“Bush Doof” Is Now In The Dictionary

Wordy Additions is a recurring segment on our boy Karl’s Today show which for the past few weeks has been schooling old people on emergent Gen Y acronyms like YOLO, TTYL and TL;DR. But not until our guide, Macquarie Dictionary editor Sue Butler, uttered the phrase “bush doof” have we been prouder to have stomped on the rotting corpse of the English language in a clearing for six straight hours then wandered up a creek to try and meet a unicorn.
  
Since I spent my formative years in a place considered to be the bush doof epicentre of
the Southern Hemisphere – Northern New South Wales – I’m personally familiar with the term associated with a
reptilian 40 year old yoga instructor wearing dirt covered rave pants and stomping the same
patch of grass for four straight hours to 160bpm psy-trance. 

And, if they buy the new edition of the Macquarie English Dictionary, so to will your grandparents.

“Well that’s an Australianism,” Butler says. “We talk about ‘doof doof music’ for dance music…you can hear it, ‘doof doof doof’, that low beat coming through…we have doof doof cars, and now we also have ‘bush doof’, which is a remote location you go to for a dance party. I stumbled across one of these in South Australia – the remnants, it had happened the night before – it was really amazing, way out in the bush and you’ve got sound systems and a big dance party: hence ‘bush doof’.”

It’s a great day for ‘Straya (and for fire twirling).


> **Work instruction**
Go through the entries below and retype them exactly, omitting each picture.

[Stored data entries]
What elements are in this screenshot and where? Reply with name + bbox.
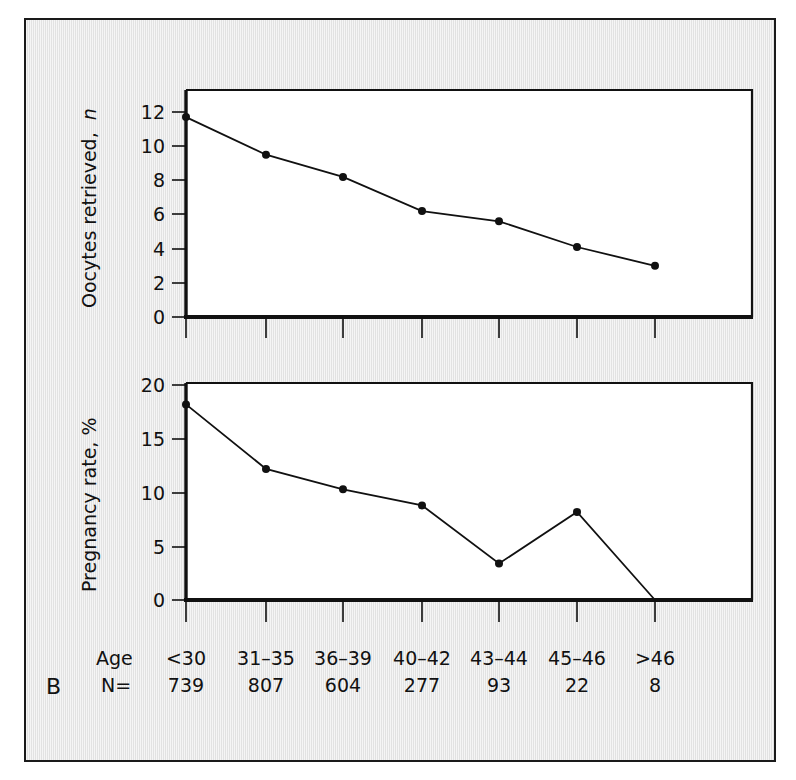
y-tick-label: 4 [153, 238, 165, 260]
sample-size-value: 807 [248, 674, 284, 696]
y-tick-label: 12 [141, 101, 165, 123]
plot-area-pregnancy [186, 383, 752, 600]
y-tick-label: 0 [153, 306, 165, 328]
row-label-n: N= [101, 674, 131, 696]
data-point-marker [182, 400, 190, 408]
data-point-marker [495, 217, 503, 225]
category-labels: <3031–3536–3940–4243–4445–46>46 [166, 647, 675, 669]
sample-size-labels: 73980760427793228 [168, 674, 661, 696]
y-ticks-oocytes [172, 112, 186, 317]
y-axis-title-oocytes: Oocytes retrieved, n [78, 108, 100, 308]
data-point-marker [573, 508, 581, 516]
data-point-marker [262, 151, 270, 159]
category-label: 45–46 [548, 647, 606, 669]
sample-size-value: 277 [404, 674, 440, 696]
data-point-marker [339, 485, 347, 493]
category-label: >46 [635, 647, 675, 669]
y-tick-label: 2 [153, 272, 165, 294]
data-point-marker [339, 173, 347, 181]
panel-letter: B [46, 674, 61, 699]
sample-size-value: 8 [649, 674, 661, 696]
data-point-marker [182, 113, 190, 121]
data-point-marker [418, 501, 426, 509]
y-tick-label: 15 [141, 428, 165, 450]
y-tick-label: 6 [153, 203, 165, 225]
plot-area-oocytes [186, 90, 752, 317]
sample-size-value: 604 [325, 674, 361, 696]
figure-panel-b: 12 10 8 6 4 2 0 Oocytes re [0, 0, 796, 780]
y-tick-label: 20 [141, 374, 165, 396]
panel-pregnancy-rate: 20 15 10 5 0 Pregnancy rate, % [78, 374, 753, 622]
sample-size-value: 739 [168, 674, 204, 696]
y-tick-label: 5 [153, 536, 165, 558]
category-label: 40–42 [393, 647, 451, 669]
y-axis-title-text: Oocytes retrieved, [78, 132, 100, 308]
row-label-age: Age [96, 647, 133, 669]
y-axis-title-italic: n [78, 108, 100, 120]
x-ticks-oocytes [186, 317, 655, 338]
data-point-marker [418, 207, 426, 215]
y-ticks-pregnancy [172, 385, 186, 600]
category-table: B Age N= <3031–3536–3940–4243–4445–46>46… [46, 647, 675, 699]
y-tick-label: 10 [141, 482, 165, 504]
category-label: 31–35 [237, 647, 295, 669]
x-ticks-pregnancy [186, 600, 655, 622]
y-tick-labels-pregnancy: 20 15 10 5 0 [141, 374, 165, 611]
category-label: 36–39 [314, 647, 372, 669]
sample-size-value: 22 [565, 674, 589, 696]
svg-text:Oocytes retrieved, n: Oocytes retrieved, n [78, 108, 100, 308]
data-point-marker [573, 243, 581, 251]
chart-canvas: 12 10 8 6 4 2 0 Oocytes re [0, 0, 796, 780]
category-label: <30 [166, 647, 206, 669]
y-tick-label: 0 [153, 589, 165, 611]
sample-size-value: 93 [487, 674, 511, 696]
data-point-marker [262, 465, 270, 473]
y-tick-label: 8 [153, 169, 165, 191]
data-point-marker [651, 262, 659, 270]
panel-oocytes-retrieved: 12 10 8 6 4 2 0 Oocytes re [78, 90, 753, 338]
data-point-marker [495, 560, 503, 568]
category-label: 43–44 [470, 647, 528, 669]
y-tick-labels-oocytes: 12 10 8 6 4 2 0 [141, 101, 165, 328]
y-axis-title-pregnancy: Pregnancy rate, % [78, 418, 100, 592]
y-tick-label: 10 [141, 135, 165, 157]
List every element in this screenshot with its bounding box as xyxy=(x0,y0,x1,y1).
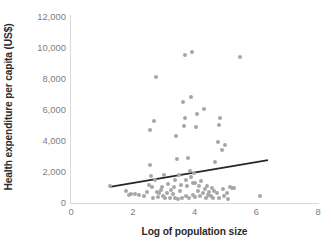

> **Written solution**
What elements are in this screenshot and where? Reply with name + bbox.
y-tick-label: 4 [153, 238, 165, 260]
sample-size-value: 807 [248, 674, 284, 696]
y-tick-label: 12 [141, 101, 165, 123]
plot-area-pregnancy [186, 383, 752, 600]
y-tick-label: 0 [153, 306, 165, 328]
row-label-n: N= [101, 674, 131, 696]
data-point-marker [182, 400, 190, 408]
data-point-marker [495, 217, 503, 225]
category-labels: <3031–3536–3940–4243–4445–46>46 [166, 647, 675, 669]
sample-size-labels: 73980760427793228 [168, 674, 661, 696]
y-ticks-oocytes [172, 112, 186, 317]
y-axis-title-oocytes: Oocytes retrieved, n [78, 108, 100, 308]
data-point-marker [573, 508, 581, 516]
data-point-marker [262, 151, 270, 159]
category-label: 45–46 [548, 647, 606, 669]
sample-size-value: 277 [404, 674, 440, 696]
data-point-marker [339, 485, 347, 493]
category-label: >46 [635, 647, 675, 669]
y-tick-label: 2 [153, 272, 165, 294]
data-point-marker [339, 173, 347, 181]
panel-letter: B [46, 674, 61, 699]
sample-size-value: 8 [649, 674, 661, 696]
data-point-marker [182, 113, 190, 121]
data-point-marker [418, 501, 426, 509]
y-tick-label: 15 [141, 428, 165, 450]
y-tick-label: 6 [153, 203, 165, 225]
plot-area-oocytes [186, 90, 752, 317]
sample-size-value: 604 [325, 674, 361, 696]
figure-panel-b: 12 10 8 6 4 2 0 Oocytes re [0, 0, 796, 780]
y-tick-label: 20 [141, 374, 165, 396]
panel-pregnancy-rate: 20 15 10 5 0 Pregnancy rate, % [78, 374, 753, 622]
sample-size-value: 739 [168, 674, 204, 696]
y-tick-label: 5 [153, 536, 165, 558]
category-label: 40–42 [393, 647, 451, 669]
y-axis-title-text: Oocytes retrieved, [78, 132, 100, 308]
row-label-age: Age [96, 647, 133, 669]
y-axis-title-italic: n [78, 108, 100, 120]
x-ticks-oocytes [186, 317, 655, 338]
data-point-marker [418, 207, 426, 215]
y-ticks-pregnancy [172, 385, 186, 600]
category-table: B Age N= <3031–3536–3940–4243–4445–46>46… [46, 647, 675, 699]
y-tick-label: 10 [141, 482, 165, 504]
category-label: 31–35 [237, 647, 295, 669]
x-ticks-pregnancy [186, 600, 655, 622]
y-tick-labels-pregnancy: 20 15 10 5 0 [141, 374, 165, 611]
category-label: 36–39 [314, 647, 372, 669]
sample-size-value: 22 [565, 674, 589, 696]
svg-text:Oocytes retrieved, n: Oocytes retrieved, n [78, 108, 100, 308]
data-point-marker [573, 243, 581, 251]
chart-canvas: 12 10 8 6 4 2 0 Oocytes re [0, 0, 796, 780]
category-label: <30 [166, 647, 206, 669]
y-tick-label: 0 [153, 589, 165, 611]
sample-size-value: 93 [487, 674, 511, 696]
data-point-marker [262, 465, 270, 473]
y-tick-label: 8 [153, 169, 165, 191]
data-point-marker [651, 262, 659, 270]
panel-oocytes-retrieved: 12 10 8 6 4 2 0 Oocytes re [78, 90, 753, 338]
data-point-marker [495, 560, 503, 568]
category-label: 43–44 [470, 647, 528, 669]
y-tick-labels-oocytes: 12 10 8 6 4 2 0 [141, 101, 165, 328]
y-axis-title-pregnancy: Pregnancy rate, % [78, 418, 100, 592]
y-tick-label: 10 [141, 135, 165, 157]
List every element in this screenshot with its bounding box as xyxy=(x0,y0,x1,y1).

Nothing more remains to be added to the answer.